• ASSIGNMENT
Find the line that contains "Describe the element" in the entries below. Restate it and every line after it, word for word, with no pictures.

• Stored items
***
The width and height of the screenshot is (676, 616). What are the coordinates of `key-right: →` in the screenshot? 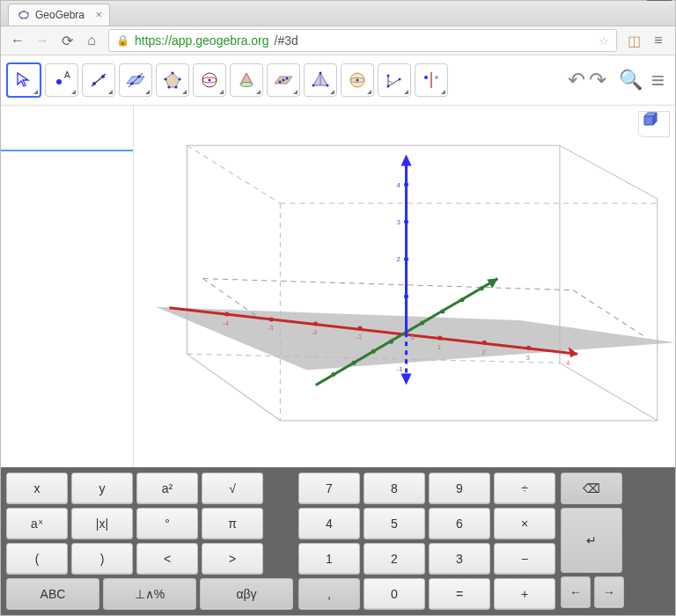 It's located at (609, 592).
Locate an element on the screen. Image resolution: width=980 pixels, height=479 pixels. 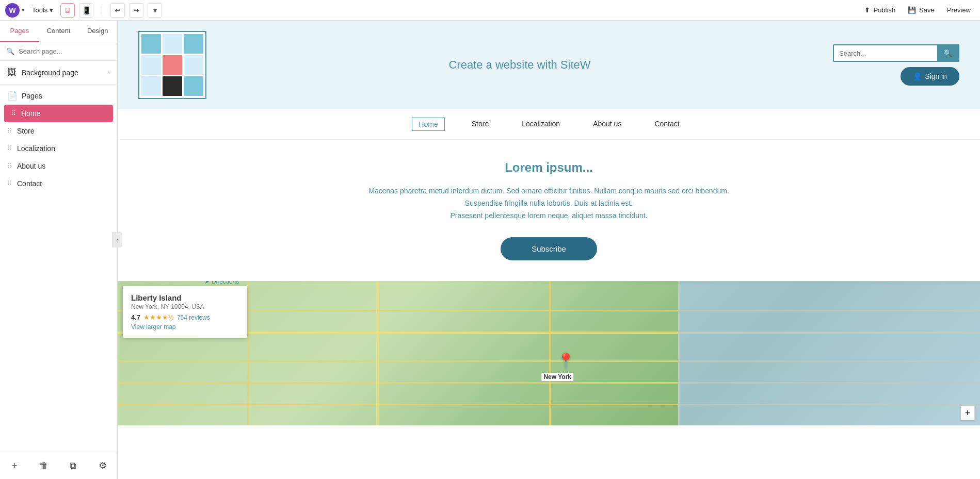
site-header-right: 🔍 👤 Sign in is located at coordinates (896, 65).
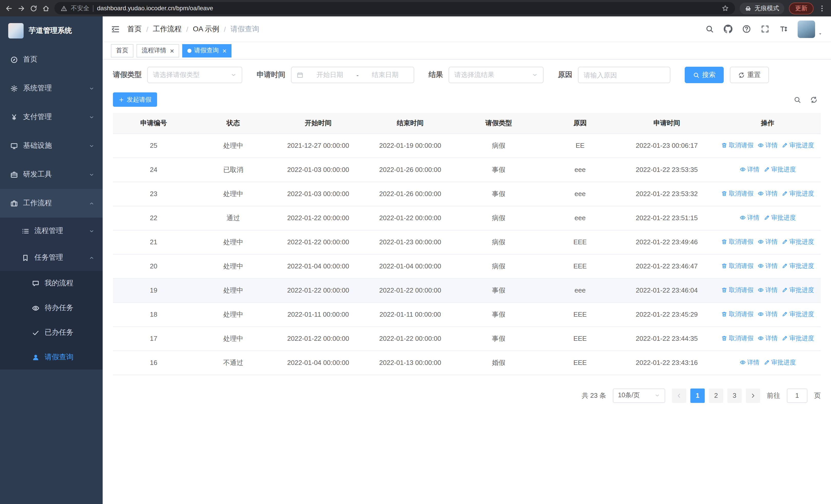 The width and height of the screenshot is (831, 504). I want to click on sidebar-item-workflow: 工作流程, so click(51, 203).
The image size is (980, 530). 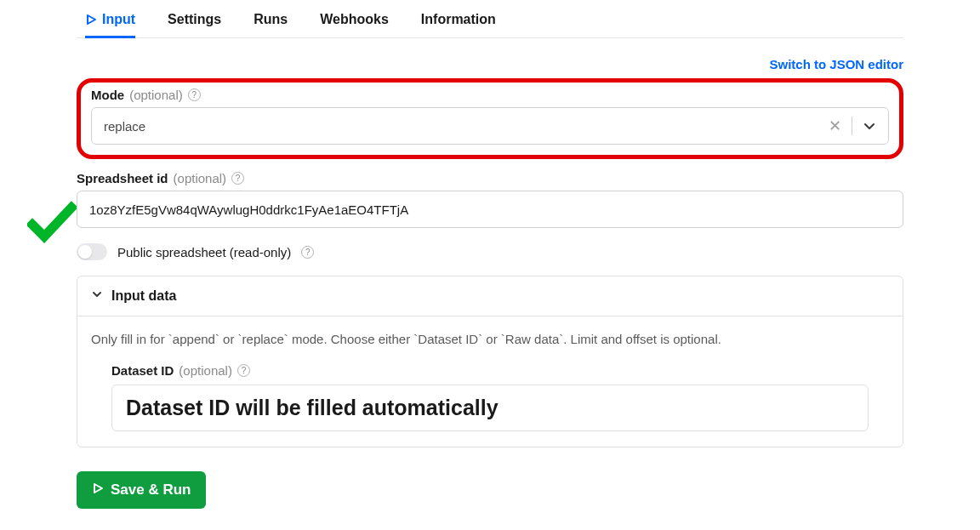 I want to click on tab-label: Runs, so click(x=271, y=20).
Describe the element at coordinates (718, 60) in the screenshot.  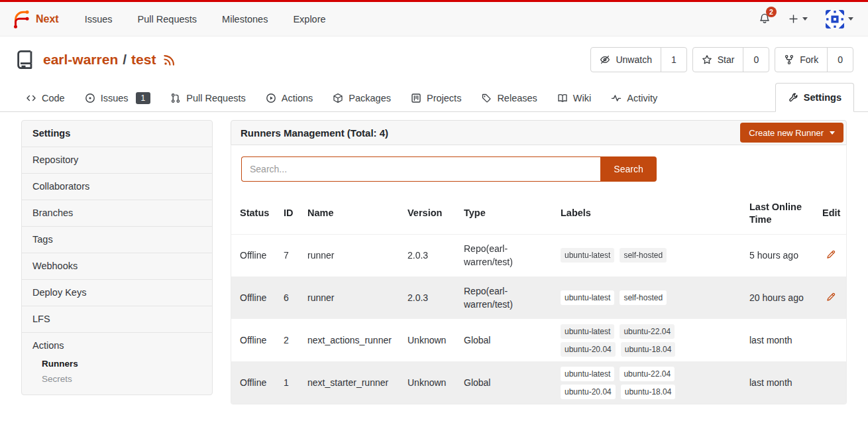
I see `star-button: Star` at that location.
***
• EXERCISE SOLUTION
Describe the element at coordinates (718, 60) in the screenshot.  
I see `star-button: Star` at that location.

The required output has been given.